Task description – Beginning with the first line, please repeat the entries exactly and end on the line that contains "The image size is (1828, 1028).".

Saved entries –
+++
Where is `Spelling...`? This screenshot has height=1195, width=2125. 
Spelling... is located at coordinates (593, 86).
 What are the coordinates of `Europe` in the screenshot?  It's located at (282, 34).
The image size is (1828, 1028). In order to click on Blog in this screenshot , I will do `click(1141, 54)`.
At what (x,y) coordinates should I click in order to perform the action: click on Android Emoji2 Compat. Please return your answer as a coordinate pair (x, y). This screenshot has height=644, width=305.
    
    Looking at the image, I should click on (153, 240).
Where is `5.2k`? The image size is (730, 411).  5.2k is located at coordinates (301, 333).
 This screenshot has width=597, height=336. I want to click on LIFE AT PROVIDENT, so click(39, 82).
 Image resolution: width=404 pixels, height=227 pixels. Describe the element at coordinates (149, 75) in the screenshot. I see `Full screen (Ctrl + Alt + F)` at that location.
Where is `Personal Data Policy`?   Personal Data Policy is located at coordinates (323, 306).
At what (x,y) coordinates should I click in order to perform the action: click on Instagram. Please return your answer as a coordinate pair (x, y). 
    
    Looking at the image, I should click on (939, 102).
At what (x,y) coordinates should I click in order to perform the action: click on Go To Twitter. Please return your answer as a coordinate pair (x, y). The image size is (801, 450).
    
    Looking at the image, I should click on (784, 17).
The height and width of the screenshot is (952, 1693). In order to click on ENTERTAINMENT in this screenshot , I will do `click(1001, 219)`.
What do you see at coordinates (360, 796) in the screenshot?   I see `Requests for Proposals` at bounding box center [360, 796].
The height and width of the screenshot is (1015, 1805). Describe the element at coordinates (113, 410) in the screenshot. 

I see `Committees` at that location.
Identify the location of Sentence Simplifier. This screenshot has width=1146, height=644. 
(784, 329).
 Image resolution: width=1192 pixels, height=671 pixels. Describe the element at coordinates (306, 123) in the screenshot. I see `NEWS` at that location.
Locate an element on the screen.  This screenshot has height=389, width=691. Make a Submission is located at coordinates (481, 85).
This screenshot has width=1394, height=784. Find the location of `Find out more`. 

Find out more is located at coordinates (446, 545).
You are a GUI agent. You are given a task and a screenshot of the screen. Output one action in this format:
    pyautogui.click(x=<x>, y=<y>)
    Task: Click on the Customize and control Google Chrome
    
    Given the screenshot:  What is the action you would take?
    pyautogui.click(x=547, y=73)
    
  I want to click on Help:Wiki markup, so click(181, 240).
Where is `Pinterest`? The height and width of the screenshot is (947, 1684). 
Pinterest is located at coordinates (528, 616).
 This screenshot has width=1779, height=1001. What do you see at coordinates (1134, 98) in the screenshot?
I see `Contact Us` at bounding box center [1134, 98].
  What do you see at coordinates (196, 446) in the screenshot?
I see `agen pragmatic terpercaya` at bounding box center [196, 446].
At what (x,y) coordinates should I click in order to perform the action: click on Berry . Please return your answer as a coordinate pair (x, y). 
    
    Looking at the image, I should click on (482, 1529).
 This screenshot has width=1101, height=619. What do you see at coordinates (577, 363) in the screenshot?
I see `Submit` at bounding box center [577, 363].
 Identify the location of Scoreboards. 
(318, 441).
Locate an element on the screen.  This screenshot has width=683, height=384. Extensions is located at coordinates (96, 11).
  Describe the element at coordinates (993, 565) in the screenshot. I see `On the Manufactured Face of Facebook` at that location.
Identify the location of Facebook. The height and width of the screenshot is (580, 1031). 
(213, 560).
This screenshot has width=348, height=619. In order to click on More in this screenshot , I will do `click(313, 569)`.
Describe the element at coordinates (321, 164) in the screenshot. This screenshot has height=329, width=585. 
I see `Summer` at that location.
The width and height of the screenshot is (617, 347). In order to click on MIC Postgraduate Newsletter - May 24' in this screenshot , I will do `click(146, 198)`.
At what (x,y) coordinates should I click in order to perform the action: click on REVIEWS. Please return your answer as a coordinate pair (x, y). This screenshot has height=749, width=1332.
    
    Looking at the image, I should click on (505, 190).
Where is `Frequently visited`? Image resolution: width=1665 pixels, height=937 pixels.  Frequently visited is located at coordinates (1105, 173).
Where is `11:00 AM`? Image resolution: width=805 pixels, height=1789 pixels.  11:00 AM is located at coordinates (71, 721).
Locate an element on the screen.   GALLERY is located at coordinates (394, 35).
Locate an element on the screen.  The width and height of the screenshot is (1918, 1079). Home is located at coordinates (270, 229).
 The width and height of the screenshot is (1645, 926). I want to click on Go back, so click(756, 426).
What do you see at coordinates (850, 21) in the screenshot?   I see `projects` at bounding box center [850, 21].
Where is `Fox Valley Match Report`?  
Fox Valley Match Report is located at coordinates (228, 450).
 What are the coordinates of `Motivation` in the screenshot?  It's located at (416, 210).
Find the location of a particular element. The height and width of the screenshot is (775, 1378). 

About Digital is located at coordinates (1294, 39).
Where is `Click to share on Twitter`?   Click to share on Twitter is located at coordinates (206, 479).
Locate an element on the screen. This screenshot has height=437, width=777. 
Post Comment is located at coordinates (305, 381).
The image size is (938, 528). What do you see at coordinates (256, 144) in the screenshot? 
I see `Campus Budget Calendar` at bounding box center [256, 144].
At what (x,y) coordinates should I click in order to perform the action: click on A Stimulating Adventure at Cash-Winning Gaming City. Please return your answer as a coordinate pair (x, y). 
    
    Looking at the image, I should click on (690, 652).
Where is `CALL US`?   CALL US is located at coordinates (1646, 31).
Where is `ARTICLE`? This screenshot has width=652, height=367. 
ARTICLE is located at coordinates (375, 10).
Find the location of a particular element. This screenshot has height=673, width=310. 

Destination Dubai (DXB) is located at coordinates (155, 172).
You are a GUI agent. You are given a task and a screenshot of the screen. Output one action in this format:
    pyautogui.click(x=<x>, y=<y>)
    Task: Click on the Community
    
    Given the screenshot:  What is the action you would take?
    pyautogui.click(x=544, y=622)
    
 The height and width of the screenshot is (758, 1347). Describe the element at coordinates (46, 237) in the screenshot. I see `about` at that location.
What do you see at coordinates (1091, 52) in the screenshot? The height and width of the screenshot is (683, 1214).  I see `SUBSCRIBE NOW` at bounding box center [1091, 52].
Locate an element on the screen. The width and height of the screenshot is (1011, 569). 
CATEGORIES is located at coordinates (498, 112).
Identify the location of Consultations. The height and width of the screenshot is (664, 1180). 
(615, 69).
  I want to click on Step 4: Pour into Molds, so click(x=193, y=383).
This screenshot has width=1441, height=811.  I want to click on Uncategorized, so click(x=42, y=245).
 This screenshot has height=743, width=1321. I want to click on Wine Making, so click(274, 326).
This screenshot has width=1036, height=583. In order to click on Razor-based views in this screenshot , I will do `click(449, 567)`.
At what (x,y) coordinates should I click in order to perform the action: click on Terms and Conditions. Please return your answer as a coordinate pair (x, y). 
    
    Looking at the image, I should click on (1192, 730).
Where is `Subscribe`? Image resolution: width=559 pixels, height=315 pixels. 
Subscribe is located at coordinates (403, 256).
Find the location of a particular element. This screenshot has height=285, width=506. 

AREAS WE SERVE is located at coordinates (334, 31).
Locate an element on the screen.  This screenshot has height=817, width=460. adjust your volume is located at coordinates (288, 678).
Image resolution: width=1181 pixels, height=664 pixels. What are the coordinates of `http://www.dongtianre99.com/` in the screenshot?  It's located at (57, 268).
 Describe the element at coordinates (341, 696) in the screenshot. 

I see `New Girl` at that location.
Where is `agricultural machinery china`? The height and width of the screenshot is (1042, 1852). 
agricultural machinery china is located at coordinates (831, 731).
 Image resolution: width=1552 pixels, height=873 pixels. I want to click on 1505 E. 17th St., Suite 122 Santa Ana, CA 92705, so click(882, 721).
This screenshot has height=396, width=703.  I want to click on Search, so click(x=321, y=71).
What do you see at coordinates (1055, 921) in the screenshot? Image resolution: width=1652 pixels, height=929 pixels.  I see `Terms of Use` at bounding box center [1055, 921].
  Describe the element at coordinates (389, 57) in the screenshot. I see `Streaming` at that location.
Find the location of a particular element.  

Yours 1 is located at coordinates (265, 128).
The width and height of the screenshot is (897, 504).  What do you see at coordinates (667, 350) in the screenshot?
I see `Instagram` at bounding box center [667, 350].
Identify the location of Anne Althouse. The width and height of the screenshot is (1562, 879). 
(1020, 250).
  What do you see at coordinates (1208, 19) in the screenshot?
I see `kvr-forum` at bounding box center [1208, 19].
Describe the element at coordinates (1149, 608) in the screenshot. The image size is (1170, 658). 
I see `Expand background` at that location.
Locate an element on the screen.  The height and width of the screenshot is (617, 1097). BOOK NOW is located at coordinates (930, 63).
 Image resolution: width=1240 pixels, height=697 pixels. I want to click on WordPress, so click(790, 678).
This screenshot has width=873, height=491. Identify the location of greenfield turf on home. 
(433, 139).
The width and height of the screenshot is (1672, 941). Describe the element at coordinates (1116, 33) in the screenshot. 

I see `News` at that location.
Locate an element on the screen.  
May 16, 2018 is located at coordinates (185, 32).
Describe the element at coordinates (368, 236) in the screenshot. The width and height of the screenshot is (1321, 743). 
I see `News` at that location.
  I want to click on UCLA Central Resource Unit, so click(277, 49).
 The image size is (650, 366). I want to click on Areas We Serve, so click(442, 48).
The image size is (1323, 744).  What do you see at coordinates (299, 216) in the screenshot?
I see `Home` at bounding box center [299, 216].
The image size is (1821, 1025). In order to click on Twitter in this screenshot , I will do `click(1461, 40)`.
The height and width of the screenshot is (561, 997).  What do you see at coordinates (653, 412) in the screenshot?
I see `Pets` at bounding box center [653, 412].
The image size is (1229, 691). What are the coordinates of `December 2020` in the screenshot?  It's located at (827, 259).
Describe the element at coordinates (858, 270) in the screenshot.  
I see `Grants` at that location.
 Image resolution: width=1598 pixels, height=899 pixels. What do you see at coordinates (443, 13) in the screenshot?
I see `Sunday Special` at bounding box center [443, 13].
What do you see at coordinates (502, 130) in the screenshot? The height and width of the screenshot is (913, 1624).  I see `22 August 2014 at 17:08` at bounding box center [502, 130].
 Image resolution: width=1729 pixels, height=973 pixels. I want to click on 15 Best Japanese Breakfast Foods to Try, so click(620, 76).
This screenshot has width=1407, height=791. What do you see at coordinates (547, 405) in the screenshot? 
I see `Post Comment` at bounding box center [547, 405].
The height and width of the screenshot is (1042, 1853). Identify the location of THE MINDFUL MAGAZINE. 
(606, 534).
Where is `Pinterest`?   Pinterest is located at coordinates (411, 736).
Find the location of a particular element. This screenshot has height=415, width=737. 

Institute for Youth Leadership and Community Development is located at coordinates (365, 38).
+++
Response to this task –
Where is `Spelling...`? This screenshot has height=1195, width=2125. 
Spelling... is located at coordinates (593, 86).
 What are the coordinates of `Europe` in the screenshot?  It's located at (282, 34).
The image size is (1828, 1028). In order to click on Blog in this screenshot , I will do `click(1141, 54)`.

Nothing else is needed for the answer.